Instead, experience with automation in other modes of transportation like aviation and rail suggests that the strategy will GEL batteries lead to more deaths like that of a Florida Tesla driver in May.Part of the problem is overconfidence in the technology causes people to think they can check out.Tesla warns drivers to keep their hands on the wheel even though Autopilot is driving, or the vehicle will automatically slow to a stop. It can change lanes with a flip of its signal, automatically apply brakes, or scan for parking spaces and parallel park on command. With the advent of smartphones, people are accustomed to having their desire for mental stimulation satisfied immediately.The system, called "Super Cruise," will use cameras and radar to keep the car in the center of a lane and also stay a safe distance behind cars in front of it.

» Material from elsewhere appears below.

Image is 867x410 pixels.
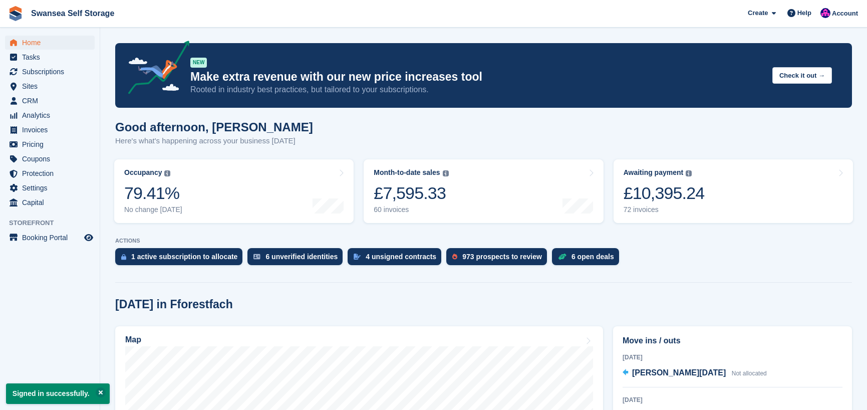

"If you have to rely on the human to see something and take action in anything less than several seconds, you are going to have an accident like we saw."Drivers in these quasi- and partial modes of automation are a disaster in the making," Cummings said.But Brown's failure to brake means he either didn't see the truck in his path or saw it too late to respond — an indication he was relying on the automation and his mind was elsewhere, said Missy Cummings, director of Duke University's Humans and Autonomy Laboratory.He pointed to the crash of Air France Flight 447 into the Atlantic Ocean while flying from Brazil to France in 2007.Tesla's Autopilot, for example, can steer itself within a lane and speed up or slow down based on surrounding traffic or on the driver's set speed.Decades of research shows that people have a difficult time keeping their minds on boring tasks like monitoring systems that rarely fail and hardly ever require them to take action.

A malfunction in equipment used to measure air speed caused the plane's autopilot to disconnect, catching pilots by surprise. A similar self-driving system Audi plans to introduce in its 2018 A7 monitors drivers' head and eye movements, and automatically slows the car if the driver's attention is diverted. The truck driver said he had heard a Harry Potter video playing in the car after the crash.Planes and trains have had automation "for 20, 30 years and there are still times when they're like, 'Wow, we didn't expect that to happen,'" Molloy said.Automakers are in the process of adding increasingly automated systems that effectively drive cars in some or most circumstances, but still require the driver as a backup in case the vehicle encounters a situation unanticipated by its engineers.